Since CTB/McGraw-Hill testing failed in April in both Oklahoma and Indiana, the responses have been very different. Oklahoma’s state superintendent vacillated blame between the testing company and the school districts it failed. Indiana unrelentingly blamed CTB. Oklahoma issued a penalty to the testing company that was really a sweetheart deal bringing them more revenue in the long run. Indiana continues to pursue a steep penalty that actually hurts CTB.

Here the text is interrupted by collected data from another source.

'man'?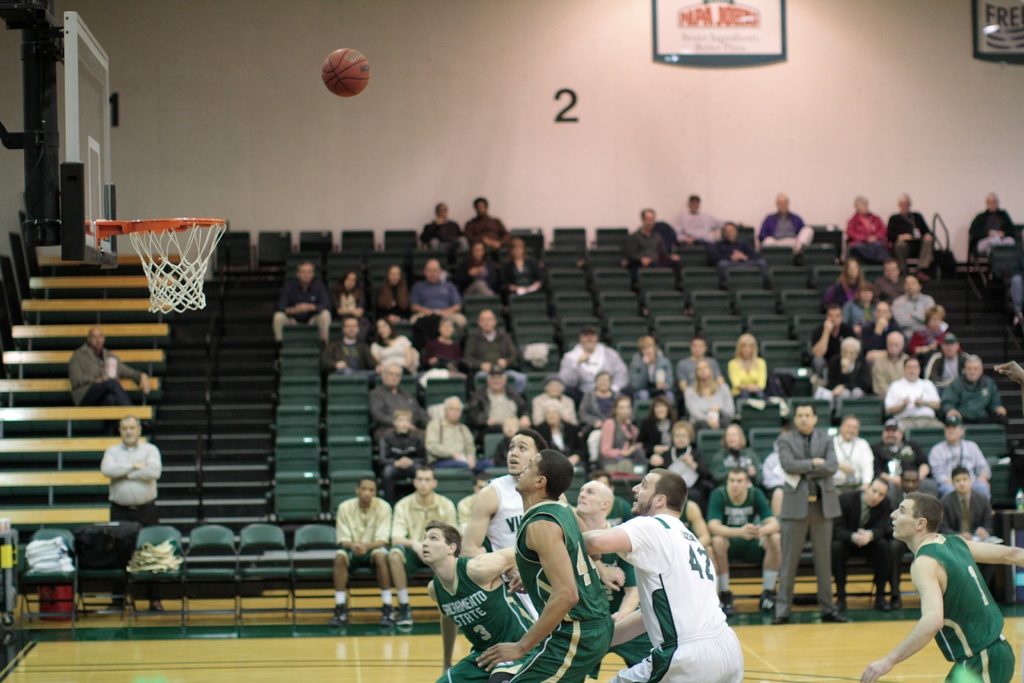
detection(861, 413, 938, 507)
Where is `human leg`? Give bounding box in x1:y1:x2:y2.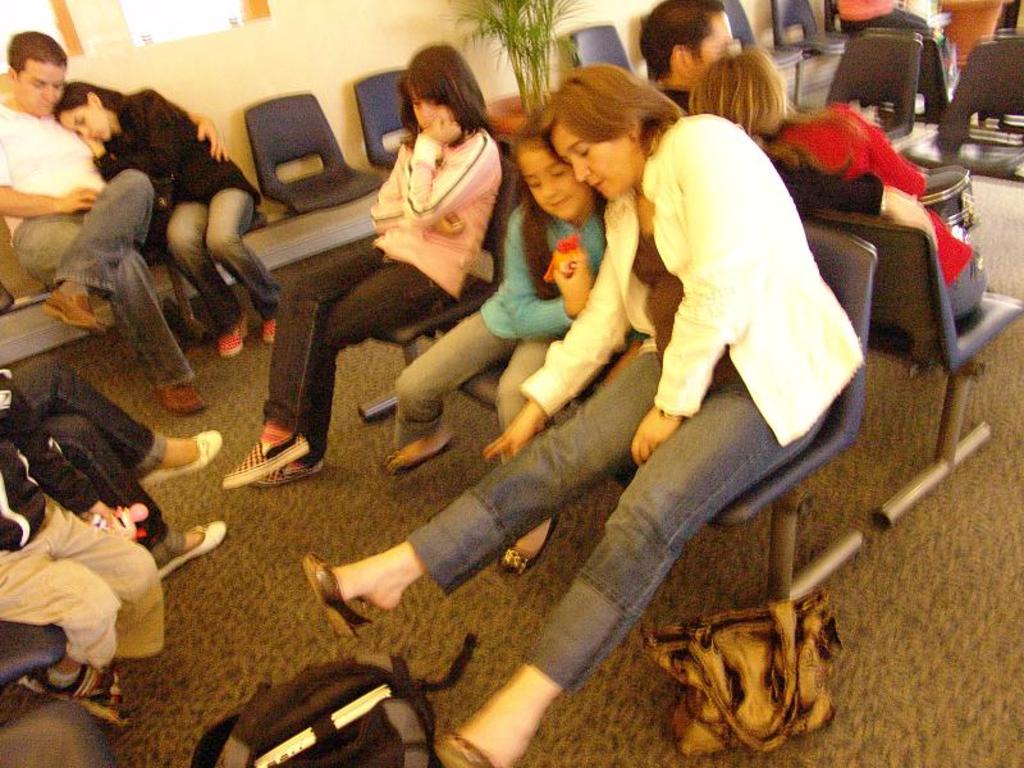
211:189:273:334.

Oklahoma’s deal with CTB allows them to pay for their own study on the impact of the testing disruption. Indiana has already completed theirs. Indiana State Superintendent Glenda Ritz summarized the results:

“I have spent the last several months talking with Hoosiers about the impact these interruptions had in the classroom.  Although Dr. Hill’s report found that the statewide average score was not affected by the interruptions, there is no doubt that thousands of Hoosier students were affected.  As Dr. Hill stated in his report, ‘We cannot know definitively how students would have scored this spring if the interruptions had not happened.’ Because of this, I have given local schools the flexibility they need to minimize the effect these tests have on various matters, such as teacher evaluation and compensation.  I have also instructed CTB McGraw-Hill to conduct enhanced stress and load testing to ensure that their servers are fully prepared for next year’s test and ensure that this never happens again.”

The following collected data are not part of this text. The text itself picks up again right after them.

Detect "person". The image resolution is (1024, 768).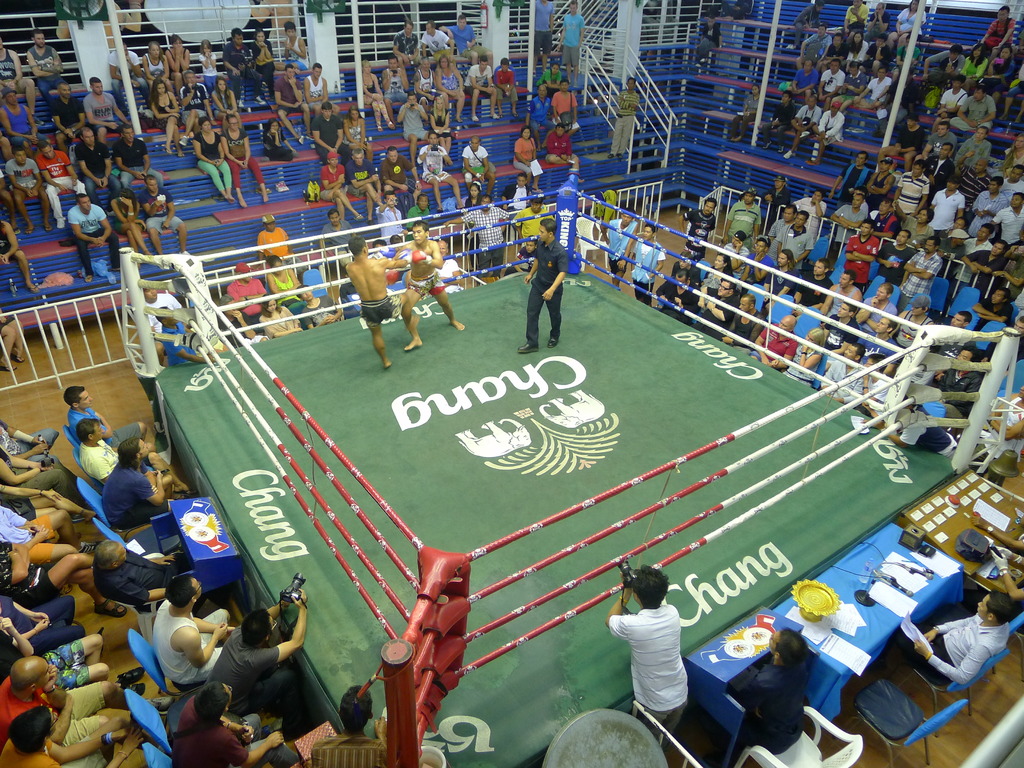
445 13 500 68.
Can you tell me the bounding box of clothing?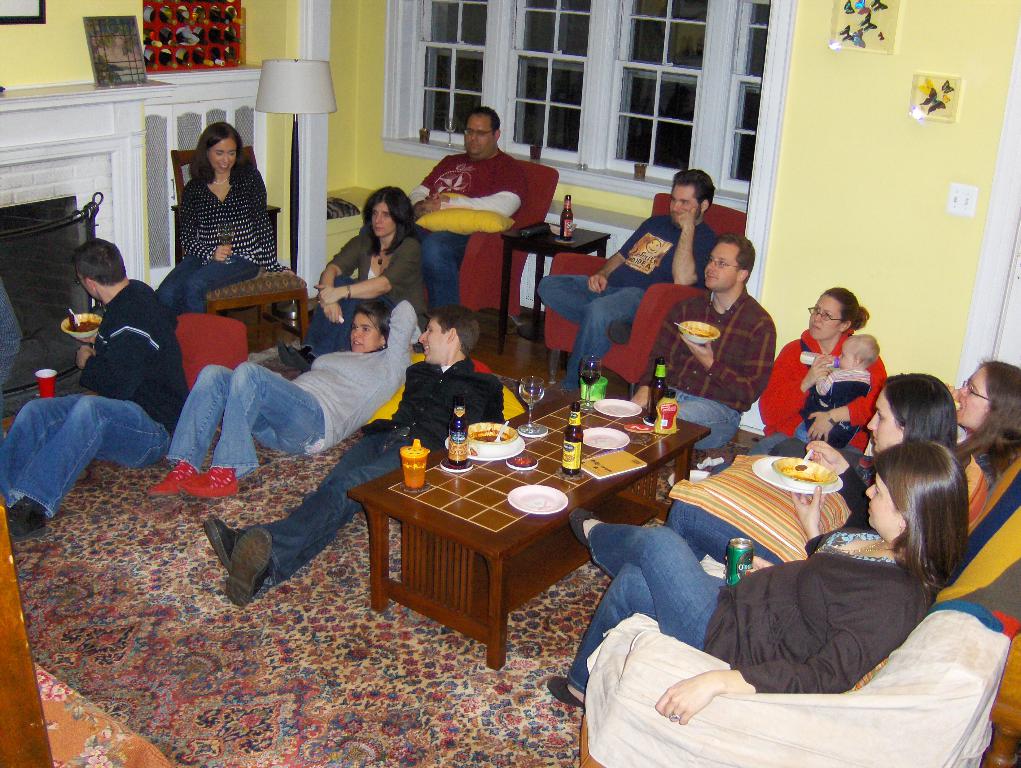
[246,347,507,580].
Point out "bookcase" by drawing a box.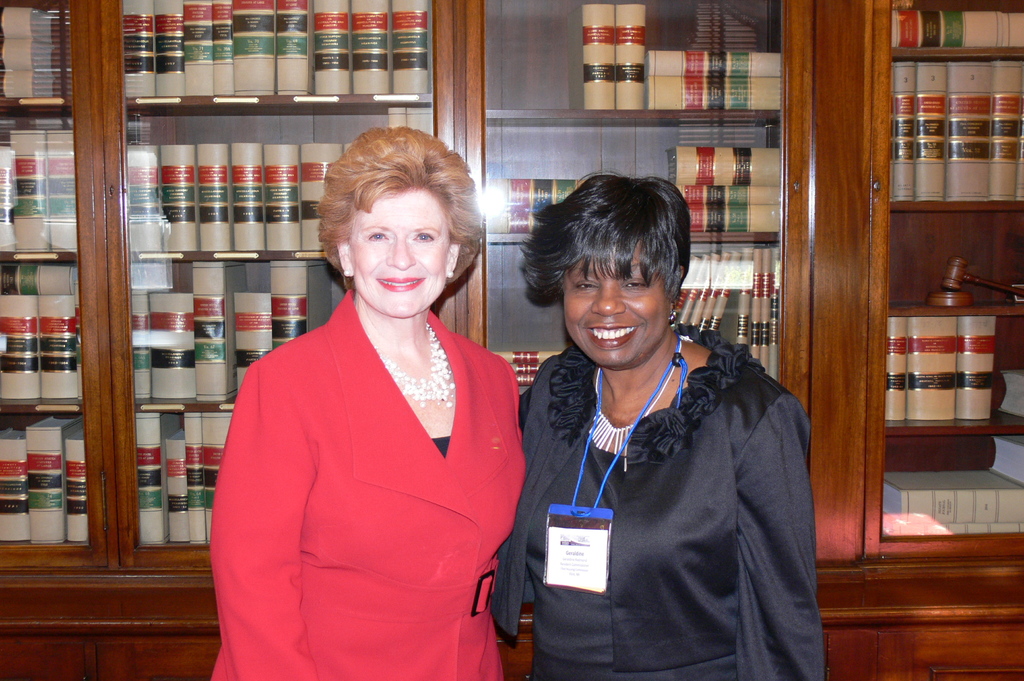
(0,0,1023,680).
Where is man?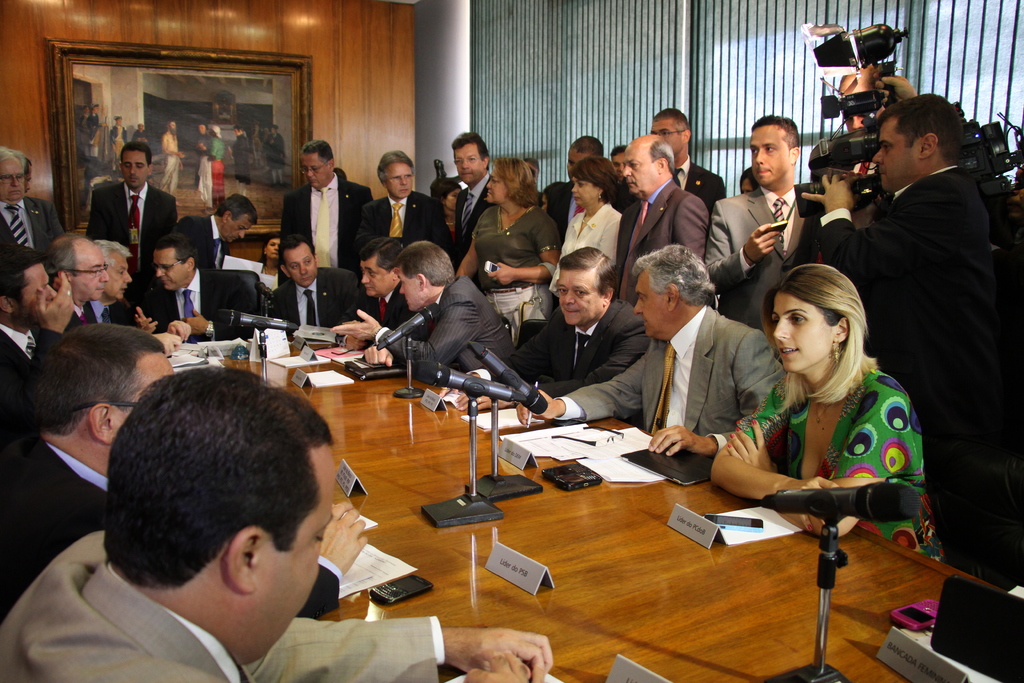
(172,197,252,279).
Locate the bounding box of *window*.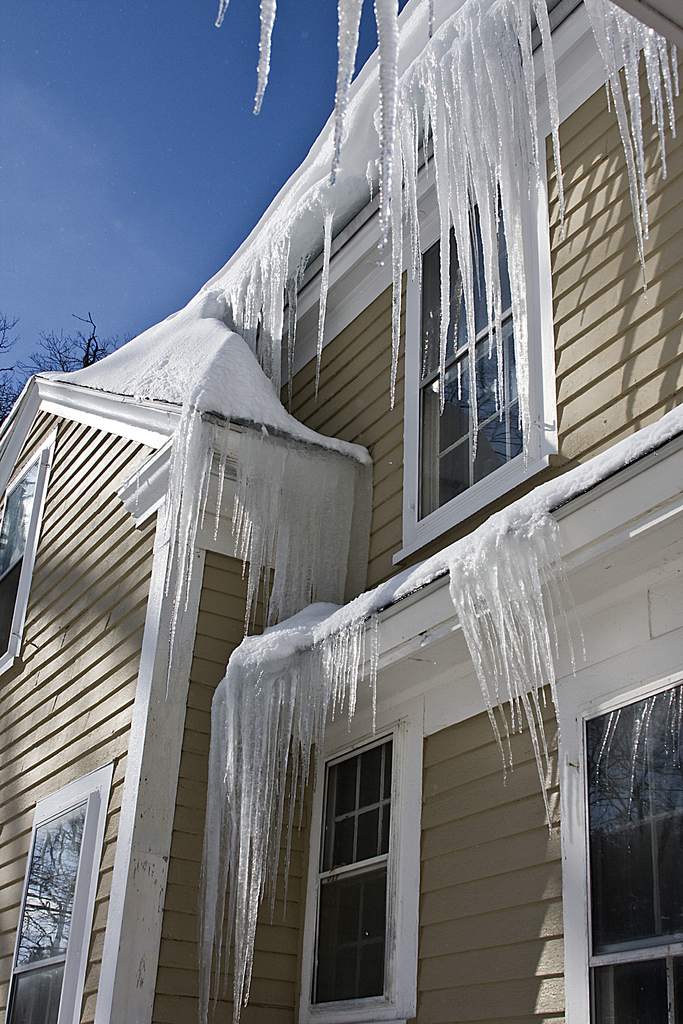
Bounding box: pyautogui.locateOnScreen(320, 721, 418, 990).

Flexibility? Consideration of the students and teachers? That’s revolutionary talk. My guess is that the CTB report of the Oklahoma disruption will insist that the statewide impact lacks statistical significance, although the impact on individuals will be episodically concerning. With these findings, I expect the Oklahoma SDE to provide no such quarter to students or teachers.

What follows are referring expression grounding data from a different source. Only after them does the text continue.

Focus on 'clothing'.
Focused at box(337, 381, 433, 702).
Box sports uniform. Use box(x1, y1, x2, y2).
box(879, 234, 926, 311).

Need an EOI to graduate? Sorry. You should have passed the other ones. Need that value added point in a couple of years (based on a baseline established in 2013) to ensure that you get to keep teaching? Sorry, the disruption wasn’t that big of a deal.

Going back a few months earlier, Indiana voters shocked Jeb Bush by defeating Tony Bennett, one of his Chiefs for Change cronies, in 2012. Do you think there’s a chance we’ll follow Indiana down that road?

*****

(By the way, if you haven’t read about the latest Tony Bennett scandal, you need to. This is one of Barresi’s closest reformer friends.)

If you’d like read the entire 20 page report on Indiana’s testing disruption here.